Television at this time of year is a bit like my lawn at this time of year - patchy, barren, brown, cracked; you get the idea. Weekends are especially desperate. If you don't like sport, you're screwed - lost in a parched desert of nothingness (as opposed to one of those deserts that are full of stuff). Hell, you may even have to drag your fat arse off the sofa and do something different - go and water the garden, perhaps. Sprinkler - it's a nice word isn't it? It has some lovely consonant clusters.

What's this, then? Odd One In (ITV1, Saturday): yet another new gameshow. I see, so of these four nuns, only one is a real nun, and the teams - Peter Andre and Jason Manford v Laurence Llewelyn-Bowen and Katherine Kelly off Corrie - have to guess which one. Same with the guys with the beard; three are real beards, one is a fake. Which one, though?

So it's basically the odd one out round from Never Mind the Buzzcocks stretched into a whole programme. Hmmm. Oh, and made a lot more rubbish, because Bradley Walsh is no Simon Amstell; and Pete, Laurence etc are nothing like the funny people they have on NMTB. I predict a short life.

Sam Wollaston, The Guardian, 19th July 2010

Well, we said it was light entertainment silly season.
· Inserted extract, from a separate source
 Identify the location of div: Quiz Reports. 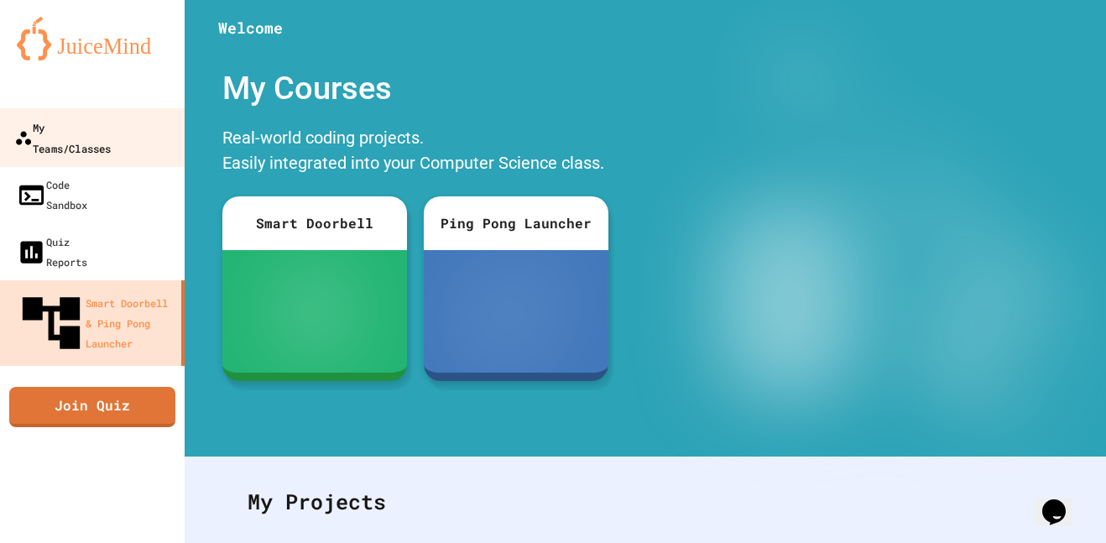
(52, 252).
First in a double bill of new gameshows is this, hosted by Bradley Walsh. The "Home Team" of professional nice guy Peter Andre and likeable One Show recruit Jason Manford, plus an "Away Team" of two guest celebrities (first up are Coronation Street's Katherine Kelly and daytime dandy Laurence Llewelyn-Bowen), try to pick the person with a skill or secret out of a line-up by asking probing questions.

Michael Hogan, The Telegraph, 17th July 2010

Peter Andre loves Wossy for porn gift

Peter Andre has raved about the time Jonathan Ross sent him porn in hospital when he came down with meningitis - and says he's "loved him" ever since.
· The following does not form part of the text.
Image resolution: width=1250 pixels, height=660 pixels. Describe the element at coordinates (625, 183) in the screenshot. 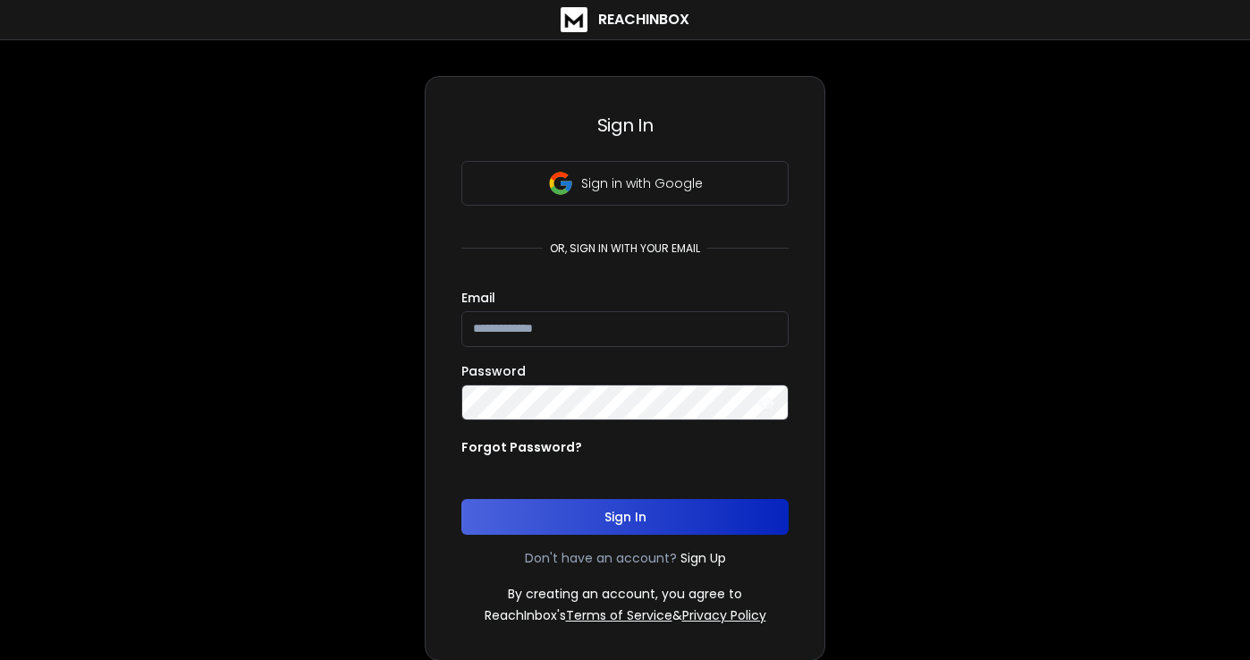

Nadia Sam-Daliri, The Sun, 15th June 2010

JLC: I'll ban Jordan

Chat host Justin Lee Collins has banned Jordan from his show - saying she is hopeless without her former husband Peter Andre.

The Sun, 6th April 2010

A new topical news format sees celeb panelists locked away in a media-free zone for three days. So far so good. Anything that gets Frank Skinner off the streets, even briefly, gets my vote.

But then, worse luck, they're let out to answer questions from quiz-master David Mitchell. Can they spot real news stories from fakes and should we care?

Other guests this week include the very funny ­Reginald D Hunter and Victoria Coren. Fingers crossed that Katie Price and Peter Andre can both be enticed to enter this media-free bubble and that a junior researcher "accidentally" loses the key.

Jane Simon, The Mirror, 19th February 2010

Andrew Sachs probably won't be tuning in for this one. Jonathan Ross and Russell Brand are reunited on television for the first time since Sachsgate. However, this being Channel 4, don't expect a grovelling apology at the beginning but plenty of jokes about telephone calls, Spanish waiters and Satanic Sluts. Jimmy Carr is in the chair for what has become an annual festive highlight, poking fun at the biggest stories of the year. Ross and Brand have been cheekily paired together and up against them will be Claudia Winkleman and Rob Brydon and David Mitchell and the TV critic Charlie Brooker, making his first appearance. Peter Andre is among the celebrity questioners, but rumours that Tiger Woods will be appearing are wide of the mark.